(Collected data)
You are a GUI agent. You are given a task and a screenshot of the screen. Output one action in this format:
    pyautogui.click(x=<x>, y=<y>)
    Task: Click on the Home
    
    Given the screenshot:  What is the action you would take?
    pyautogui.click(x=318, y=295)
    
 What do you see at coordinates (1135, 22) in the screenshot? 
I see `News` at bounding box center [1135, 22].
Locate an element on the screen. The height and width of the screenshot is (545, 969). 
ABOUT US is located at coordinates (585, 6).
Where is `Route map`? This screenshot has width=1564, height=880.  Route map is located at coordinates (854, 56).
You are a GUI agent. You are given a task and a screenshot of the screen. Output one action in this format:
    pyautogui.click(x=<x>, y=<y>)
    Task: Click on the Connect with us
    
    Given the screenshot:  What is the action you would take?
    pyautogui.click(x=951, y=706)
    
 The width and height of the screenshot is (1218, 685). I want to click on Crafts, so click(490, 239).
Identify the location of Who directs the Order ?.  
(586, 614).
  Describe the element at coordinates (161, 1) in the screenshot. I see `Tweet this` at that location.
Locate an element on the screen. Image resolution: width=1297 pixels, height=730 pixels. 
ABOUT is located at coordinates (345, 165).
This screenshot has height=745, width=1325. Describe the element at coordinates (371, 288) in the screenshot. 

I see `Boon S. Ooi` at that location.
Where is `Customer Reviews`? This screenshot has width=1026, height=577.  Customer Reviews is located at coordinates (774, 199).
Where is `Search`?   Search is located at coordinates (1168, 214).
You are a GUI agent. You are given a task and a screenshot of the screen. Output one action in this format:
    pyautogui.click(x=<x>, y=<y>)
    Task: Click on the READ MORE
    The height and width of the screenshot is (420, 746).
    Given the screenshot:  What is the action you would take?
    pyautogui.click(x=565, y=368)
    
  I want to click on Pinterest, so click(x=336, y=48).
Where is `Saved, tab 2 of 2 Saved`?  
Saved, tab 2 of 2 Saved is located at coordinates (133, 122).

§ What you are asked to do
Retype the data exactly.

§ Response to the exercise
You are a GUI agent. You are given a task and a screenshot of the screen. Output one action in this format:
    pyautogui.click(x=<x>, y=<y>)
    Task: Click on the Home
    
    Given the screenshot:  What is the action you would take?
    pyautogui.click(x=318, y=295)
    
 What do you see at coordinates (1135, 22) in the screenshot? 
I see `News` at bounding box center [1135, 22].
Locate an element on the screen. The height and width of the screenshot is (545, 969). 
ABOUT US is located at coordinates (585, 6).
Where is `Route map`? This screenshot has width=1564, height=880.  Route map is located at coordinates (854, 56).
You are a GUI agent. You are given a task and a screenshot of the screen. Output one action in this format:
    pyautogui.click(x=<x>, y=<y>)
    Task: Click on the Connect with us
    
    Given the screenshot:  What is the action you would take?
    pyautogui.click(x=951, y=706)
    
 The width and height of the screenshot is (1218, 685). I want to click on Crafts, so click(490, 239).
Identify the location of Who directs the Order ?.  
(586, 614).
  Describe the element at coordinates (161, 1) in the screenshot. I see `Tweet this` at that location.
Locate an element on the screen. Image resolution: width=1297 pixels, height=730 pixels. 
ABOUT is located at coordinates (345, 165).
This screenshot has height=745, width=1325. Describe the element at coordinates (371, 288) in the screenshot. 

I see `Boon S. Ooi` at that location.
Where is `Customer Reviews`? This screenshot has width=1026, height=577.  Customer Reviews is located at coordinates (774, 199).
Where is `Search`?   Search is located at coordinates (1168, 214).
You are a GUI agent. You are given a task and a screenshot of the screen. Output one action in this format:
    pyautogui.click(x=<x>, y=<y>)
    Task: Click on the READ MORE
    The height and width of the screenshot is (420, 746).
    Given the screenshot:  What is the action you would take?
    pyautogui.click(x=565, y=368)
    
  I want to click on Pinterest, so click(x=336, y=48).
Where is `Saved, tab 2 of 2 Saved`?  
Saved, tab 2 of 2 Saved is located at coordinates (133, 122).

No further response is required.